In the 14th century writers and philosophers such as Petrarch and Bracciolini advocated for a humanist approach which began to investigate new ways of thinking about humanity and art.  Gallagher has Petrarch say in “Number 9”: “There is so much more to see than things...//The same way you, who are a sun yourself...”  

The poem, “Poggio Bracciolini”, asks: “Is it torture not to be permitted to read/the books you take care of/or are the titles of them unknown?//The books I look for may be crawling with worms.”  Bracciolini discovered the works of Lucretius from the 1st century whose works greatly influenced the intellectual foundations of the Renaissance.  

Gallagher has Lucretius say: “I have the slow feet of a thousand years” and then in # III:

“Hurl your fears

at what you used to think were gods.

Random atoms wiggle in space

and cry beside us in the sky.

Nothing put them together.

No desire. No plan.

No destiny.

Atoms are immortal but we die.”

This is a foreshadowing of how a culture, whose ideas are not dominated by a religious orthodoxy, can flourish in arts and sciences, going beyond the confinements of traditional thought.

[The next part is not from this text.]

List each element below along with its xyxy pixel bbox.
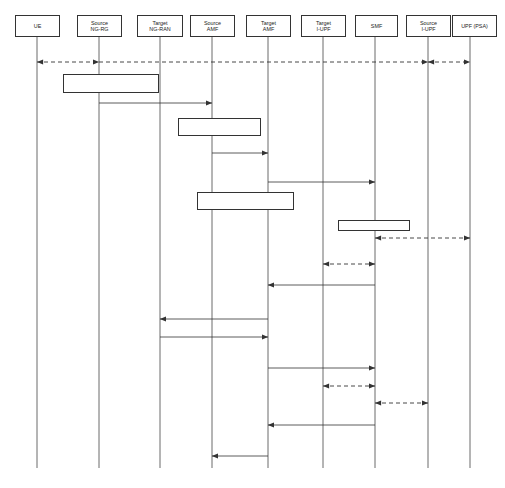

The poems are interspersed with etchings and paintings by and about the subjects who are given word and thought.  Poem IV describes the birth of Venus:

“Rather than walking on water you glide

Across a green jade sea, figurehead

Painted on the bow of history 

that has finally come out of its shell.”

On the next page is Botticelli’s The Birth of Venus.  There is an interaction between philosophy, image, story, word and line.  Each discipline informs the other.  The result is an immersive sense of the unfolding of a crucial historical period whose influence is felt to this day.  The images and thoughts emerge from each poem and you are carried into a world that is different in so many ways and yet many of its concepts have shaped our own world.  It is as if the author is trying to let us in on a secret: the Renaissance is not a remote historical time but a perpetual rebirth and fount that modern culture can access.

From that foundation we are introduced, in the next section, to the Medici and how their wealth and power financed and enabled a significant part of the Renaissance.  “Cosimo de’ Medici”: 

“I, Cosimo de’ Medici, a kosmos, divine am I 

inside and out, and I make holy whatever I 

touch or am touched from”

He wants to be loved but knows he is reviled for his ruthless business practices: “...I sleep while heavily armed,/and switch bedchambers three times a night...”  

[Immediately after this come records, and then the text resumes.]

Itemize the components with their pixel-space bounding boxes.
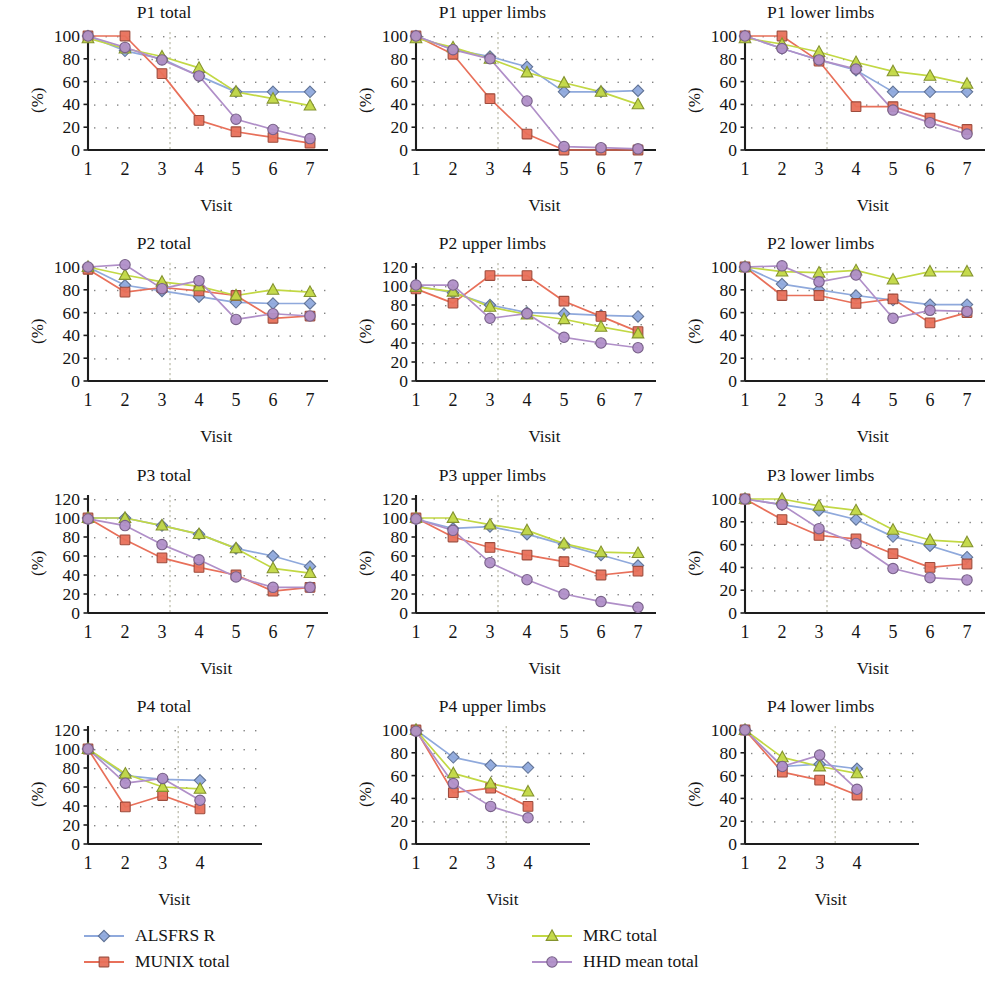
- chart-panel: P4 total0204060801001201234(%)Visit: [0, 694, 328, 925]
- data-point-square: [851, 299, 861, 309]
- chart-title: P3 upper limbs: [328, 465, 656, 486]
- vertical-divider: [178, 726, 179, 843]
- x-tick-label: 1: [84, 622, 93, 642]
- data-point-circle: [739, 31, 749, 41]
- grid-dots: [751, 730, 913, 823]
- data-point-diamond: [304, 86, 315, 97]
- y-tick-label: 80: [63, 758, 81, 778]
- x-axis-label: Visit: [0, 196, 380, 216]
- chart-title: P4 lower limbs: [657, 696, 985, 717]
- y-tick-label: 80: [63, 49, 81, 69]
- x-tick-label: 5: [232, 622, 241, 642]
- grid-dots: [422, 730, 584, 823]
- data-point-diamond: [485, 759, 496, 770]
- y-tick-label: 20: [63, 117, 81, 137]
- x-tick-label: 6: [269, 390, 278, 410]
- x-tick-label: 1: [412, 622, 421, 642]
- y-axis-label: (%): [356, 88, 376, 113]
- x-tick-label: 6: [269, 159, 278, 179]
- data-point-circle: [157, 284, 167, 294]
- legend-label: HHD mean total: [583, 953, 699, 971]
- legend-mrc-total[interactable]: MRC total: [530, 927, 657, 945]
- data-point-diamond: [559, 86, 570, 97]
- data-point-square: [157, 69, 167, 79]
- data-point-triangle: [447, 511, 459, 522]
- x-tick-label: 2: [449, 390, 458, 410]
- data-point-square: [814, 291, 824, 301]
- legend-symbol: [99, 957, 109, 967]
- data-point-square: [523, 801, 533, 811]
- data-point-circle: [485, 54, 495, 64]
- y-tick-label: 20: [719, 348, 737, 368]
- x-tick-label: 7: [962, 390, 971, 410]
- figure-legend: ALSFRS RMUNIX totalMRC totalHHD mean tot…: [0, 925, 985, 981]
- x-tick-label: 2: [777, 622, 786, 642]
- y-tick-label: 20: [719, 580, 737, 600]
- y-tick-label: 0: [400, 834, 409, 854]
- y-tick-label: 60: [63, 303, 81, 323]
- plot-area: 0204060801001201234567: [328, 487, 656, 659]
- data-point-circle: [887, 563, 897, 573]
- data-point-circle: [887, 105, 897, 115]
- y-tick-label: 100: [54, 257, 81, 277]
- data-point-square: [120, 31, 130, 41]
- data-point-square: [522, 550, 532, 560]
- data-point-circle: [596, 338, 606, 348]
- data-point-square: [888, 294, 898, 304]
- y-tick-label: 0: [400, 603, 409, 623]
- data-point-circle: [83, 744, 93, 754]
- x-tick-label: 6: [597, 159, 606, 179]
- data-point-triangle: [924, 266, 936, 277]
- data-point-circle: [813, 55, 823, 65]
- x-tick-label: 3: [158, 159, 167, 179]
- y-axis-label: (%): [685, 781, 705, 806]
- data-point-circle: [814, 750, 824, 760]
- x-tick-label: 2: [449, 159, 458, 179]
- data-point-circle: [776, 43, 786, 53]
- data-point-circle: [633, 343, 643, 353]
- data-point-circle: [739, 262, 749, 272]
- vertical-divider: [506, 726, 507, 843]
- data-point-triangle: [267, 562, 279, 573]
- legend-munix-total[interactable]: MUNIX total: [82, 953, 230, 971]
- x-tick-label: 2: [121, 390, 130, 410]
- data-point-circle: [231, 114, 241, 124]
- y-tick-label: 100: [710, 26, 737, 46]
- x-tick-label: 5: [888, 622, 897, 642]
- x-tick-label: 4: [851, 159, 860, 179]
- vertical-divider: [498, 32, 499, 149]
- data-point-circle: [411, 280, 421, 290]
- legend-hhd-mean-total[interactable]: HHD mean total: [530, 953, 699, 971]
- y-tick-label: 100: [710, 257, 737, 277]
- y-tick-label: 40: [719, 94, 737, 114]
- plot-area: 0204060801001234567: [328, 24, 656, 196]
- data-point-diamond: [850, 513, 861, 524]
- y-tick-label: 40: [391, 333, 409, 353]
- y-tick-label: 60: [63, 72, 81, 92]
- data-point-circle: [83, 31, 93, 41]
- data-point-diamond: [887, 86, 898, 97]
- x-tick-label: 5: [560, 622, 569, 642]
- y-tick-label: 80: [63, 527, 81, 547]
- x-tick-label: 4: [523, 159, 532, 179]
- data-point-square: [633, 566, 643, 576]
- chart-panel: P3 lower limbs0204060801001234567(%)Visi…: [657, 463, 985, 694]
- data-point-circle: [596, 143, 606, 153]
- data-point-circle: [559, 141, 569, 151]
- x-tick-label: 1: [84, 853, 93, 873]
- y-tick-label: 20: [63, 584, 81, 604]
- y-axis-label: (%): [28, 781, 48, 806]
- x-tick-label: 6: [269, 622, 278, 642]
- y-tick-label: 120: [54, 489, 81, 509]
- x-tick-label: 1: [740, 159, 749, 179]
- legend-alsfrs-r[interactable]: ALSFRS R: [82, 927, 215, 945]
- data-point-circle: [485, 557, 495, 567]
- chart-title: P4 total: [0, 696, 328, 717]
- x-tick-label: 2: [449, 622, 458, 642]
- chart-panel: P1 lower limbs0204060801001234567(%)Visi…: [657, 0, 985, 231]
- data-point-square: [596, 570, 606, 580]
- y-tick-label: 100: [710, 489, 737, 509]
- y-tick-label: 0: [71, 371, 80, 391]
- x-tick-label: 3: [158, 622, 167, 642]
- y-tick-label: 80: [719, 743, 737, 763]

And the arrogance of: “Never shall I give God enough gold/to log him in my book as a debtor.”  De’ Medici’s funding of great works of art and architecture are not for the glory of God but for his own glory.  

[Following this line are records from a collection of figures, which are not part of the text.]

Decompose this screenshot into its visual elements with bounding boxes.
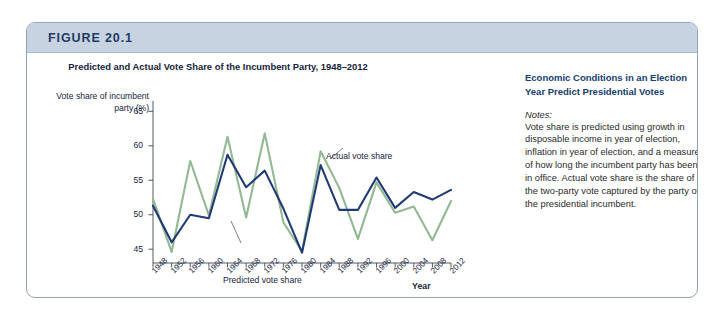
series-lines bbox=[153, 133, 451, 252]
figure-label: FIGURE 20.1 bbox=[48, 31, 133, 45]
side-panel: Economic Conditions in an Election Year … bbox=[525, 71, 698, 210]
leader-line-predicted bbox=[231, 221, 241, 243]
plot-canvas bbox=[153, 101, 451, 263]
chart-title: Predicted and Actual Vote Share of the I… bbox=[53, 61, 383, 73]
y-tick-label: 60 bbox=[117, 140, 143, 150]
y-tick-label: 45 bbox=[117, 244, 143, 254]
annotation-predicted-vote-share: Predicted vote share bbox=[223, 275, 302, 285]
x-axis-title: Year bbox=[412, 281, 431, 291]
figure-card: FIGURE 20.1 Predicted and Actual Vote Sh… bbox=[26, 22, 698, 298]
line-chart-svg bbox=[153, 101, 451, 263]
y-tick-label: 65 bbox=[117, 106, 143, 116]
y-tick-label: 55 bbox=[117, 175, 143, 185]
side-panel-heading: Economic Conditions in an Election Year … bbox=[525, 71, 698, 99]
y-tick-label: 50 bbox=[117, 209, 143, 219]
tick-marks bbox=[149, 111, 452, 267]
series-line-predicted-vote-share bbox=[153, 155, 451, 253]
chart-area: Predicted and Actual Vote Share of the I… bbox=[27, 53, 497, 298]
notes-body: Vote share is predicted using growth in … bbox=[525, 121, 698, 211]
notes-label: Notes: bbox=[525, 110, 698, 120]
annotation-actual-vote-share: Actual vote share bbox=[326, 151, 392, 161]
series-line-actual-vote-share bbox=[153, 133, 451, 252]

Fra Angelico was a renaissance painter commissioned by Cosimo to paint frescos in San Marcos.  He painted individual frescos in each monks’ cells including a cell reserved for Cosimo where he would go to pray.  These frescos, “Annunciation” and “Touch Me Not”, are pictured in the book.  Gallagher has the angel of the Annunciation say: “Hail Mary full of grace the Lord is with thee/don’t be shy or scared of my wings.”

Then there is Savonarola a Dominican friar and preacher who directs criticism of society toward de’Medici wealth and corruption.  Savonarola says:

“How are we supposed to be ‘of the poor’

When the wealthiest family’s influence

Forms the foundation for all our prayers?”

Or

“The church must return to the peace of being poor.”

The complex relationships between these players is imagined:

“Savonarola was hanged

Botticelli limped the streets on a crutch

as the City of Florence was on its knees.

Michaelangelo was touched

with a mammoth block of Carrara marble.”

He has Galileo say:

“You say I see optical illusions

And that something is off with my lens

Because your instruments are blind...

Even Aristotle would change his mind

If he could look through this glass and wonder.”

The conception and execution of this work is challenging and inspiring and has a surprising relevance to our contemporary world.  The etchings and paintings represented are reminiscent of an illuminated manuscript.  It feels unearthed from a forgotten ancient library.  It brings the awe of reawakening.  “And Yet it Moves” allows you to step into Galileo’s footsteps, bear witness to a transition in culture, and bring back to our collective, a slice of rebirth, an insight of perspective.